Project Telephone Co., the telephone co-op that provided service to my childhood home (and still does), and the Montana State Library will get $21 million in stimulus money to expand broadband Internet service to the Crow Indian Reservation and 42 public libraries, the Missoulian reports.

Project Telephone will expand high-speed Internet service at its Lodge Grass and Crow Agency exchanges. This will affect about 4,000 people, the Missoulian said.

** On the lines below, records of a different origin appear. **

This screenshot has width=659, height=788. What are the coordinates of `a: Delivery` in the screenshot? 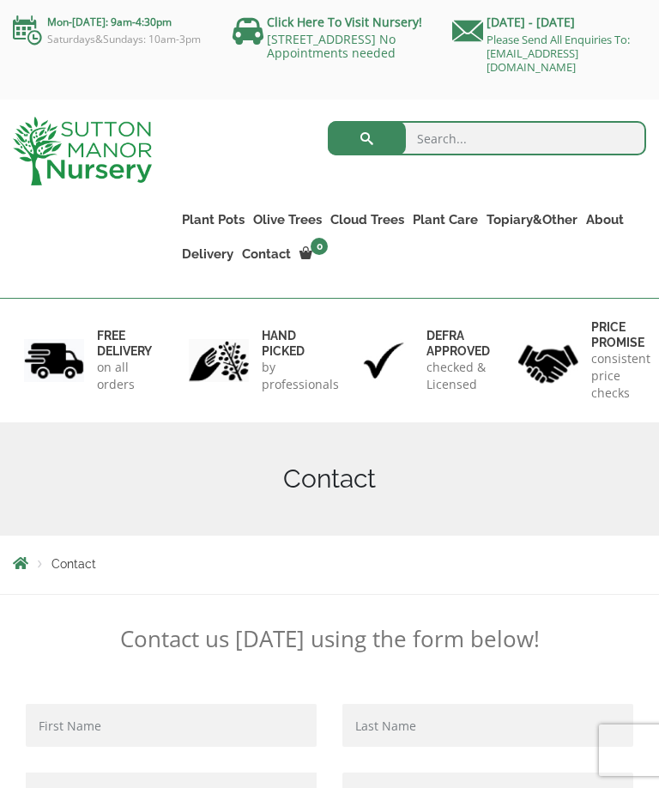 It's located at (208, 254). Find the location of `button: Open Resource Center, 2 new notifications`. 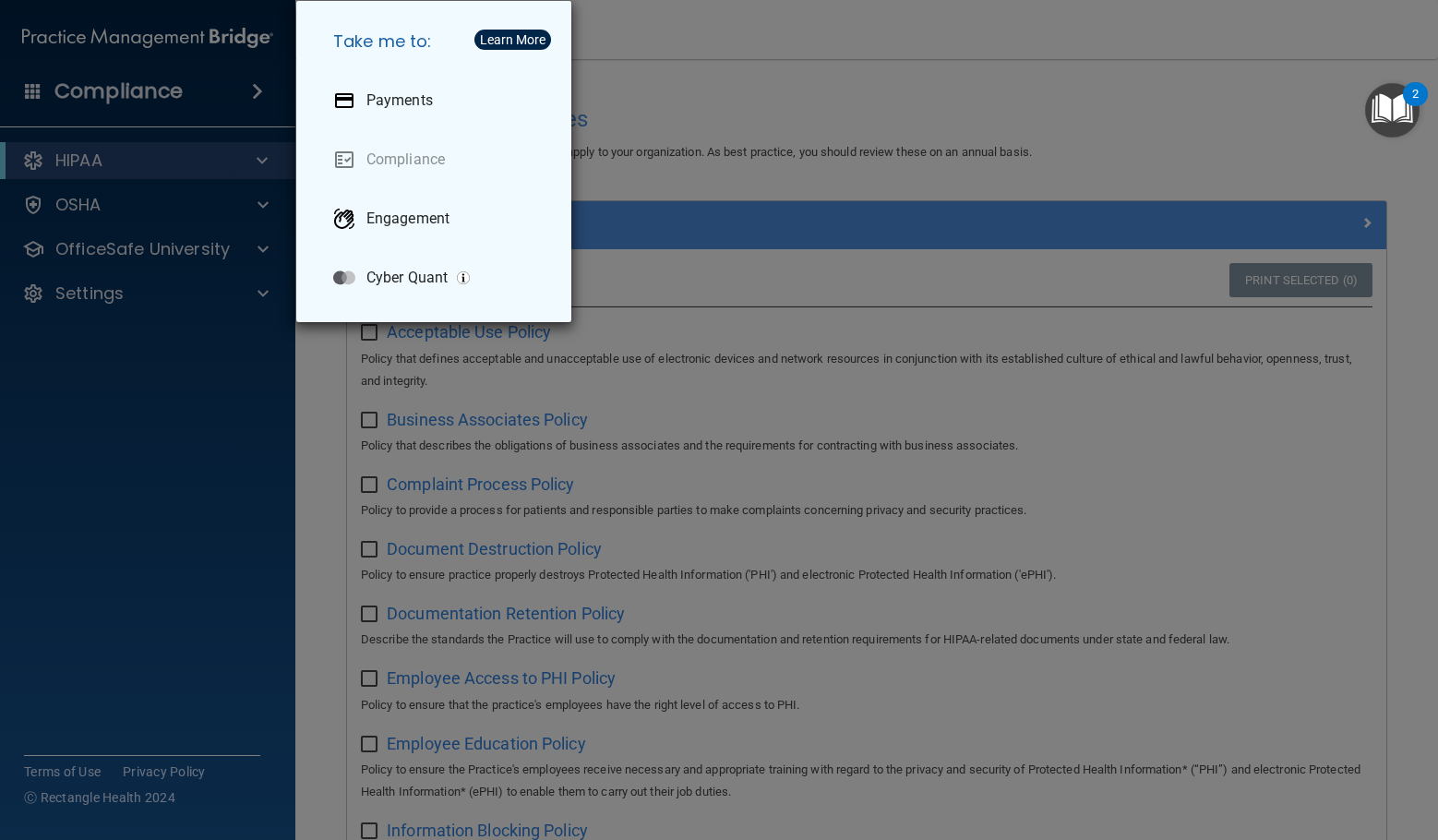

The details of the funding:

  • Project Telephone Company; Scott St. Pryor Middle Mile
    Funding to provide a fiber-optic network to connect Crow Reservation communities with existing networks in Billings. 
    • $962,672 loan
    • $2,888,015 grant
    • $79,500 private investment
  • Project Telephone Company; Crow Agency/Lodgegrass Fiber-to-the-Premise
    A “last-mile” project to provide fiber-to-the-premises to all locations within the Crow Reservation exchanges at Crow Agency and Lodge Grass.
    • $3,887,370 loan
    • $165,000 of private investment
    • $11,662,109 grant

The funding is part of a $795 million rural broadband package announced today by President Obama. The funding will help expand broadband in 66 rural areas that now have little or no access to high-speed Internet, USA Today reported.

The full list of funding recipients is available via the Washington Post as PDF.

However, yesterday, Rep. David Obey, the chairman of the House appropriations committee, proposed cutting $602 million in broadband stimulus funding to help pay for the wars in Afghanistan and Iraq.